Well, now he is cutting ties. It appears to have come out of the blue but like all relationships that reach an end, one party is usually either pushed or pulled out. There seems to have been some persuasive pulling in this case, with Nottingham Forest’s owner Evangelos Marikanis an admirer and a position in a multi-club concept on the table.

Edu will bring a few of his customary characteristics to his next challenge. There will be plenty of warmth and diplomacy, but it is clear that underneath he has an inner steeliness when it comes to business. Edu is ambitious and has strong opinions, whether that is about players, deals or people. Not every transfer at Arsenal was sweetness and light and powered by happy unity. Life doesn’t work like that, but they invariably thrashed things out.

It will be interesting to see what Arsenal prioritise in their search for a successor. Will it be another football person, another Arsenal person? Will it be someone to connect with Arteta, or perhaps to try to challenge him? Will those soft skills and human touches be considered important to replicate? The club face a lot of questions that need swift consideration. Even choosing the personnel who will examine the selection process is food for thought — who has the football expertise to oversee replacing the director of football?

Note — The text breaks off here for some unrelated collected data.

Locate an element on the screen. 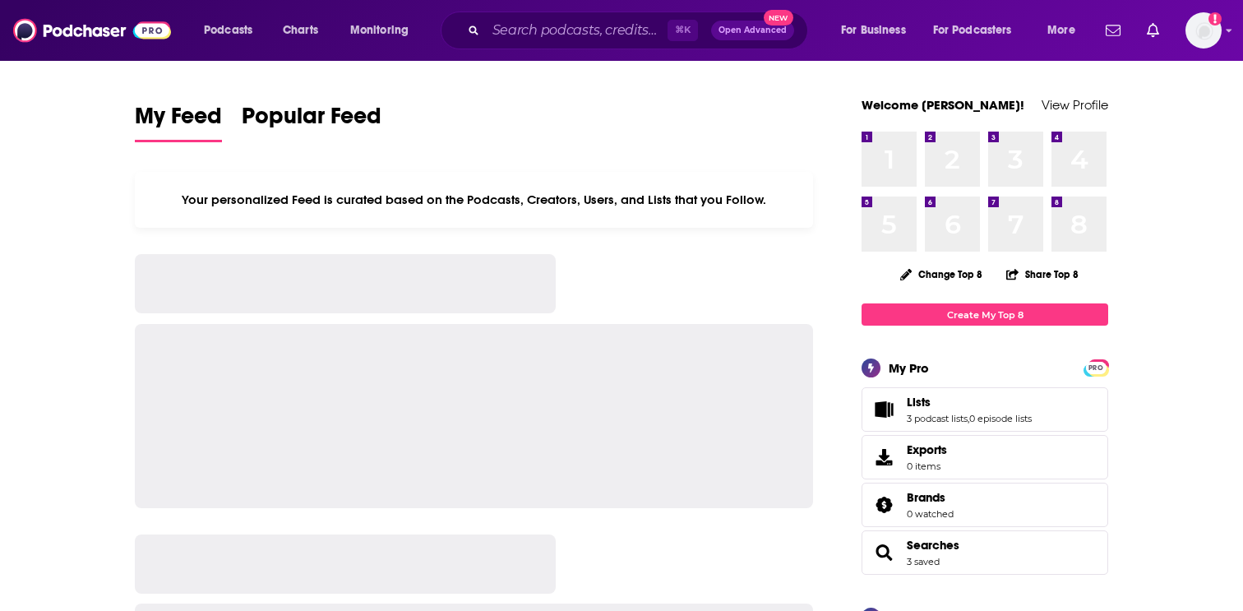  a: 0 watched is located at coordinates (930, 514).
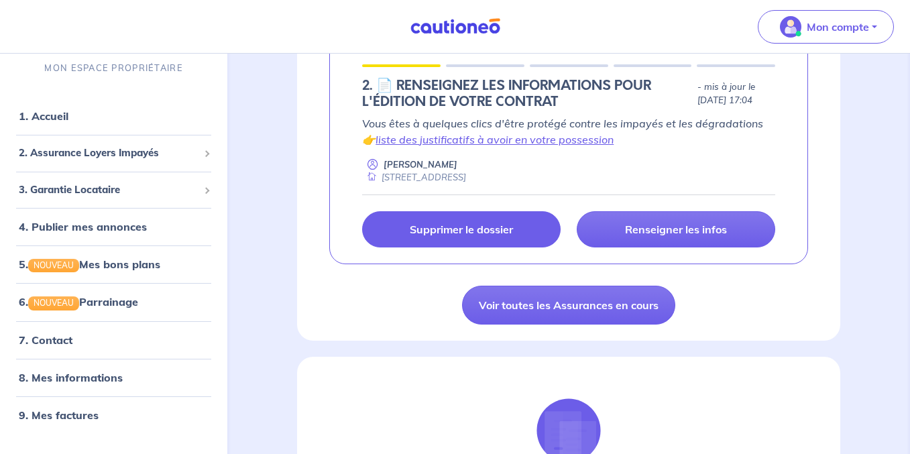 The width and height of the screenshot is (910, 454). I want to click on div: 2. Assurance Loyers Impayés, so click(113, 153).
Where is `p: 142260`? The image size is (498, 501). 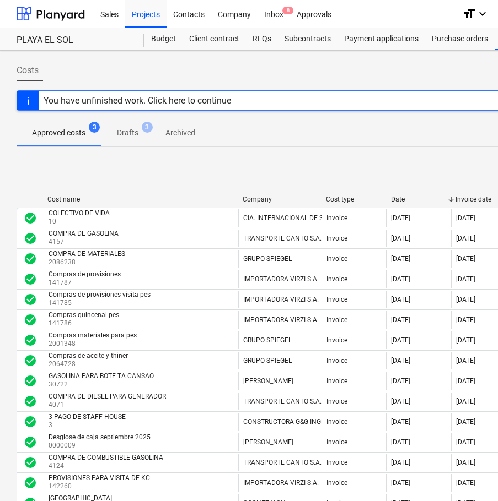 p: 142260 is located at coordinates (100, 486).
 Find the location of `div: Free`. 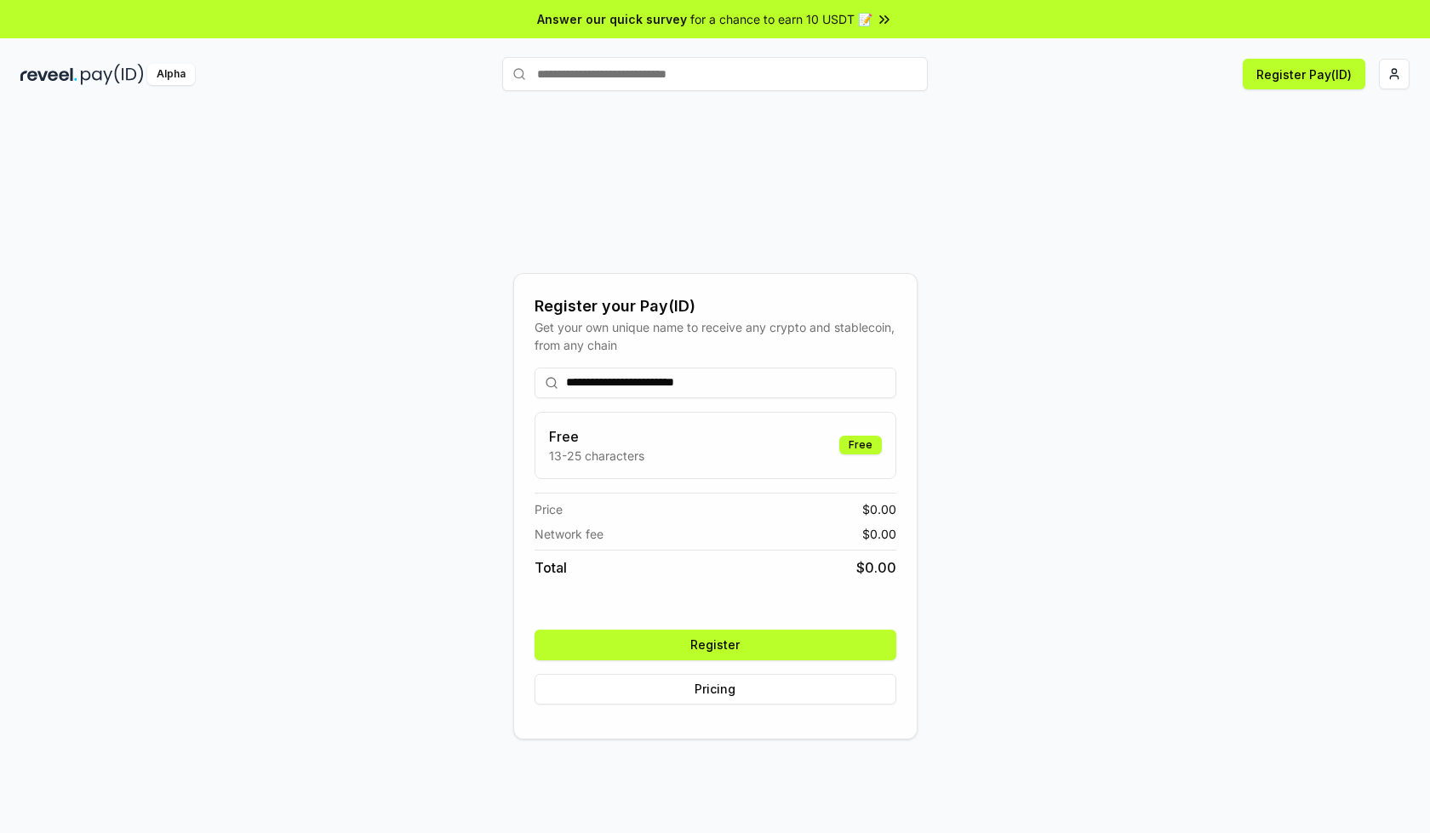

div: Free is located at coordinates (861, 445).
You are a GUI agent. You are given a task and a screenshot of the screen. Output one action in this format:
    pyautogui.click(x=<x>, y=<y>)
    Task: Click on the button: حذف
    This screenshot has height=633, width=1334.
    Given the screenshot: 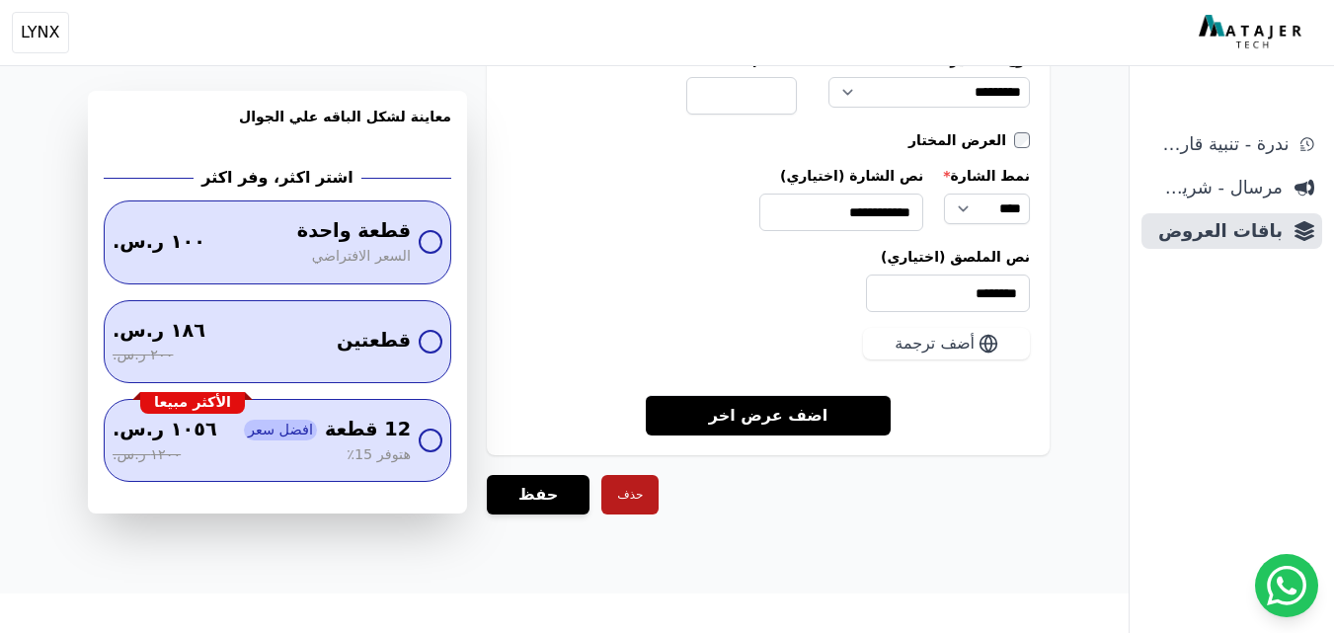 What is the action you would take?
    pyautogui.click(x=630, y=495)
    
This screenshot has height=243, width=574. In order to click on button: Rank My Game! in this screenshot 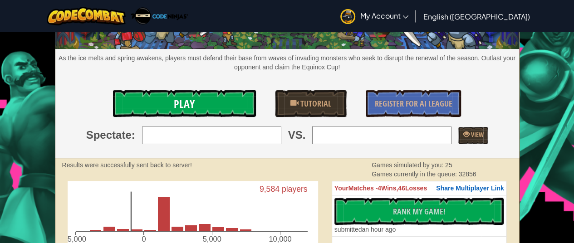, I will do `click(419, 211)`.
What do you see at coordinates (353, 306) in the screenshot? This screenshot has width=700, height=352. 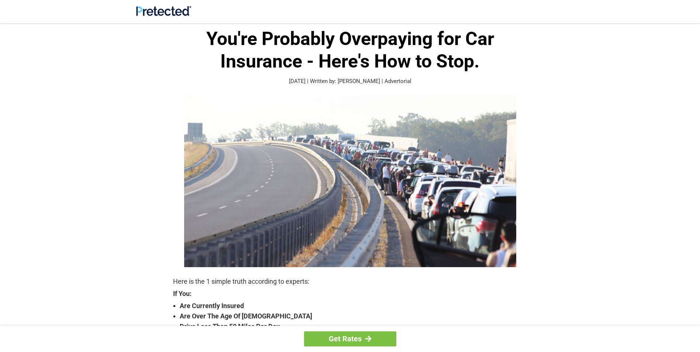 I see `strong: Are Currently Insured` at bounding box center [353, 306].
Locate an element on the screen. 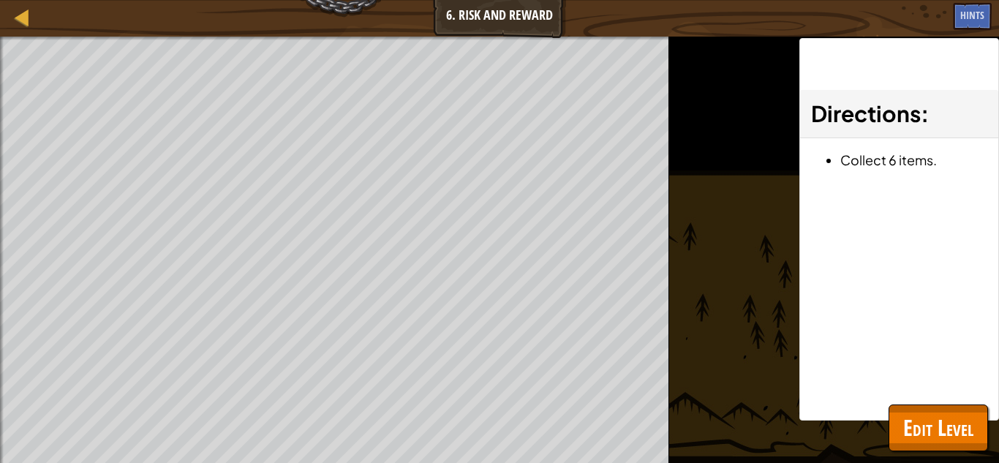 The height and width of the screenshot is (463, 999). span: Hints is located at coordinates (972, 15).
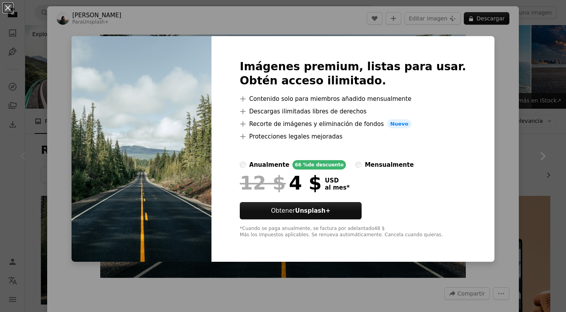  What do you see at coordinates (399, 124) in the screenshot?
I see `span: Nuevo` at bounding box center [399, 124].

There are only four members of the board: Arsenal’s father-and-son American owners Stan and Josh Kroenke, Tim Lewis, who is the executive vice-chair, and Lord Harris of Peckham, a businessman and philanthropist who is the only survivor from the club’s old days at Highbury. Richard Garlick is managing director, and Jason Ayto is Edu’s assistant, and both of them are well-equipped in football business circles.

When it comes to it, the person with the expert football take is arguably Arteta. But managers appointing or recommending directors of football feels like a thin-ice move.

Like most clubs, Arsenal have already been working on ideas for the January transfer window and plans for next summer. The timing of Edu’s departure is unwelcome but, in the short term, they have people in-house who can manage the situation.

Edu was never the absolute overlord of recruitment, he was always part of the collective. The work of the group helped to launch Arsenal towards title challenges and back into the Champions League. He was heavily involved in some outstanding recruitment, from bargains including Gabriel Magalhaes and Gabriel Martinelli, via super-smart imports such as Martin Odegaard, to heavyweight fees for Declan Rice and Kai Havertz. Of course, there were forgettable transfers as well. Not every deal works. Sales have been less successful. But overall Arsenal have fared well in recent years, and one area in which they excelled was the number of contract renewals and retentions of vital players, such as Bukayo Saka, William Saliba, young Ethan Nwaneri et al.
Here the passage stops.